Bartlett Environmental Design Prize 2024: 'Engraved Cycles' by Jeff Qu Liu

Members of the Max Fordham team have been tutoring at UCL Bartlett School of Architecture for many years. We’ve established a great relationship with the University over that time and we formally recognised that relationship in 2013 by sponsoring an award at the annual student Summer Show.
The Max Fordham Environmental Design Prize is given to the 5th-year design project that demonstrates the greatest level of ambition, originality, technical innovation and philosophical rigour in the field of environmental design and sustainability.
The prize consists of £1,000 to help the student cover project-related expenses. In addition, they present their project to our whole practice and receive ideas from our engineers and sustainability consultants to help them further develop the environmental premise of their project.
Titled ‘Post-Industrial Ephemera’, this project identifies and responds to the resultant material, infrastructural, social, and ecological condition of the UK’s post-industrial wastelands – a result of mass industrial decentralisation and offshoring. Developed in parallel with laboratory-based novel biomaterial innovation, the project employs data-driven design processes to propose a symbiotic post-waste architecture which offers a reinterpretation of highly toxic sprawling infrastructural wastelands as sites of rich material opportunity.
Woven into the abandoned Redcar Steelworks brownfield site within the UK’s Industrial North, and responding to a site which, at the hands of industrially driven sea level rise, is continually contested between toxic land and polluted water, Post-Industrial Ephemera utilises live environmental data-streams alongside digital studies into reparative bacterial growth and spread, to create an architecture which algorithmically swarms the vast material wasteland, searching for useful waste materials from which to generate itself through new post-waste biomaterials, allowing the network to continue to feed its growth whilst healing the polluted landscape.
A novel biomaterial production hub and centre of local industrial heritage, the masterplan offers a cyclical approach to post-industrial architectural carbon negativity through the development and deployment of bacterial post-waste composite biomaterials, which are directly born from the site. These materials, a symbiosis between site-specific material aggregate waste from the demolition and decay of the once iconic infrastructural landscape, and the eutrophic algae-rich waters which are the product of the toxic industrial output and metallic disintegration on the site, aim to bioremediate the post-industrial biome by locking vast amounts of carbon and toxic pollutants within the 3D printed building skin.
Through orchestrated decay and regeneration, the biomass waste product from this material process enters a cyclical ecology, contributing to the further growth of the network, allowing the architecture to be constantly growing, breathing and evolving, continually responding to the site’s environmental toxicity.
The full video portfolio can be viewed here.
The final thesis document can be viewed here.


Problem to work on: Your response must be made up of each line in the data below that contains the string "speck".

(Records from a data collection)
════════
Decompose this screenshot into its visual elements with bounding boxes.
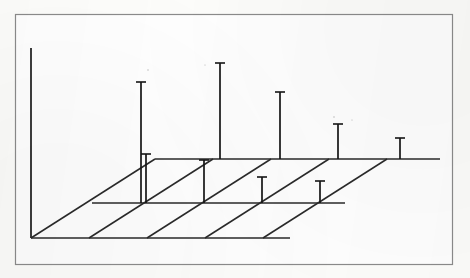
stem-plot-svg <box>0 0 470 278</box>
figure-canvas <box>0 0 470 278</box>
figure-frame <box>16 15 453 265</box>
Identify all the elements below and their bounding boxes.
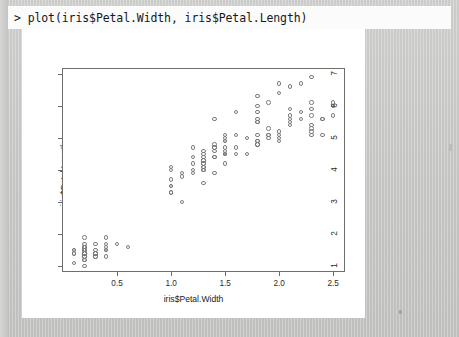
r-console-line[interactable]: > plot(iris$Petal.Width, iris$Petal.Leng… (8, 6, 451, 29)
data-point (104, 235, 108, 239)
data-point (299, 81, 303, 85)
data-point (212, 117, 216, 121)
x-axis-tick-label: 2.5 (327, 279, 338, 288)
data-point (288, 107, 292, 111)
graphics-device-page[interactable]: iris$Petal.Length iris$Petal.Width 0.51.… (22, 29, 365, 318)
data-point (93, 242, 97, 246)
data-point (245, 152, 249, 156)
data-point (234, 152, 238, 156)
y-axis-tick-label: 7 (331, 71, 340, 76)
data-point (255, 120, 259, 124)
y-axis-tick (58, 74, 63, 75)
data-point (212, 155, 216, 159)
data-point (212, 142, 216, 146)
y-axis-tick-label: 5 (331, 135, 340, 140)
data-point (82, 251, 86, 255)
data-point (309, 113, 313, 117)
desktop-speck (399, 310, 402, 314)
data-point (169, 177, 173, 181)
x-axis-tick (279, 271, 280, 276)
y-axis-tick-label: 6 (331, 103, 340, 108)
screen-root: > plot(iris$Petal.Width, iris$Petal.Leng… (0, 0, 459, 337)
data-point (191, 161, 195, 165)
data-point (115, 242, 119, 246)
x-axis-tick-label: 2.0 (273, 279, 284, 288)
data-point (223, 145, 227, 149)
data-point (234, 145, 238, 149)
data-point (277, 91, 281, 95)
data-point (331, 113, 335, 117)
data-point (277, 139, 281, 143)
data-point (191, 145, 195, 149)
y-axis-tick (58, 234, 63, 235)
data-point (180, 200, 184, 204)
data-point (201, 158, 205, 162)
data-point (288, 84, 292, 88)
data-point (255, 94, 259, 98)
data-point (212, 171, 216, 175)
y-axis-tick-label: 1 (331, 263, 340, 268)
data-point (245, 136, 249, 140)
data-point (266, 126, 270, 130)
x-axis-tick (333, 271, 334, 276)
x-axis-tick-label: 1.0 (165, 279, 176, 288)
x-axis-tick (117, 271, 118, 276)
y-axis-tick-label: 2 (331, 231, 340, 236)
data-point (309, 100, 313, 104)
y-axis-tick (58, 138, 63, 139)
data-point (82, 264, 86, 268)
console-command-text: > plot(iris$Petal.Width, iris$Petal.Leng… (14, 11, 307, 25)
data-point (180, 174, 184, 178)
data-point (255, 110, 259, 114)
x-axis-tick (171, 271, 172, 276)
x-axis-tick-label: 0.5 (111, 279, 122, 288)
data-point (299, 110, 303, 114)
data-point (320, 133, 324, 137)
data-point (72, 261, 76, 265)
scatter-points-layer (63, 69, 344, 271)
data-point (255, 104, 259, 108)
left-edge-band (0, 0, 8, 337)
data-point (277, 129, 281, 133)
y-axis-tick (58, 170, 63, 171)
plot-panel: 0.51.01.52.02.51234567 (62, 68, 345, 272)
data-point (223, 152, 227, 156)
data-point (255, 142, 259, 146)
data-point (266, 100, 270, 104)
data-point (277, 81, 281, 85)
data-point (309, 75, 313, 79)
data-point (104, 254, 108, 258)
data-point (299, 117, 303, 121)
desktop-speck-secondary (449, 144, 452, 151)
data-point (201, 165, 205, 169)
y-axis-tick-label: 3 (331, 199, 340, 204)
y-axis-tick (58, 106, 63, 107)
data-point (169, 184, 173, 188)
y-axis-tick (58, 202, 63, 203)
data-point (93, 251, 97, 255)
data-point (288, 123, 292, 127)
data-point (126, 245, 130, 249)
data-point (320, 117, 324, 121)
x-axis-title: iris$Petal.Width (164, 294, 224, 304)
data-point (82, 235, 86, 239)
data-point (201, 149, 205, 153)
data-point (72, 251, 76, 255)
data-point (288, 117, 292, 121)
data-point (309, 129, 313, 133)
data-point (309, 123, 313, 127)
data-point (309, 107, 313, 111)
data-point (201, 181, 205, 185)
data-point (191, 168, 195, 172)
data-point (266, 136, 270, 140)
y-axis-tick-label: 4 (331, 167, 340, 172)
data-point (223, 161, 227, 165)
data-point (255, 133, 259, 137)
y-axis-tick (58, 266, 63, 267)
data-point (191, 155, 195, 159)
x-axis-tick-label: 1.5 (219, 279, 230, 288)
x-axis-tick (225, 271, 226, 276)
data-point (234, 133, 238, 137)
data-point (234, 110, 238, 114)
data-point (104, 248, 108, 252)
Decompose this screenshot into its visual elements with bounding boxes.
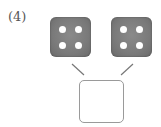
left-connector-line [72, 64, 84, 75]
right-connector-line [121, 64, 133, 75]
answer-box[interactable] [79, 80, 124, 123]
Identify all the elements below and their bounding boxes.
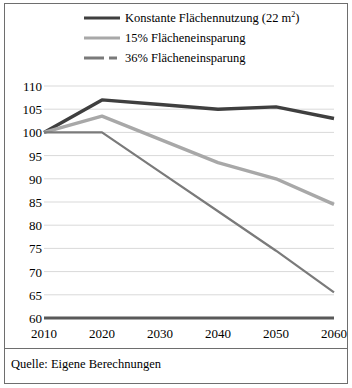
x-tick-label: 2050 [263,326,289,341]
x-axis-tick-labels: 201020202030204020502060 [44,326,334,344]
series-lines [44,100,334,293]
chart-canvas [0,0,344,381]
source-note: Quelle: Eigene Berechnungen [11,356,161,372]
x-tick-label: 2010 [31,326,57,341]
plot-area: 6065707580859095100105110 20102020203020… [0,0,344,381]
x-tick-label: 2020 [89,326,115,341]
x-tick-label: 2040 [205,326,231,341]
series-line-2 [44,132,334,292]
series-line-0 [44,100,334,132]
x-tick-label: 2060 [321,326,347,341]
x-tick-label: 2030 [147,326,173,341]
figure-container: Konstante Flächennutzung (22 m2) 15% Flä… [0,0,352,388]
source-divider [5,348,347,349]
════════
Solution to this task:
desktop-speck (399, 310, 402, 314)
desktop-speck-secondary (449, 144, 452, 151)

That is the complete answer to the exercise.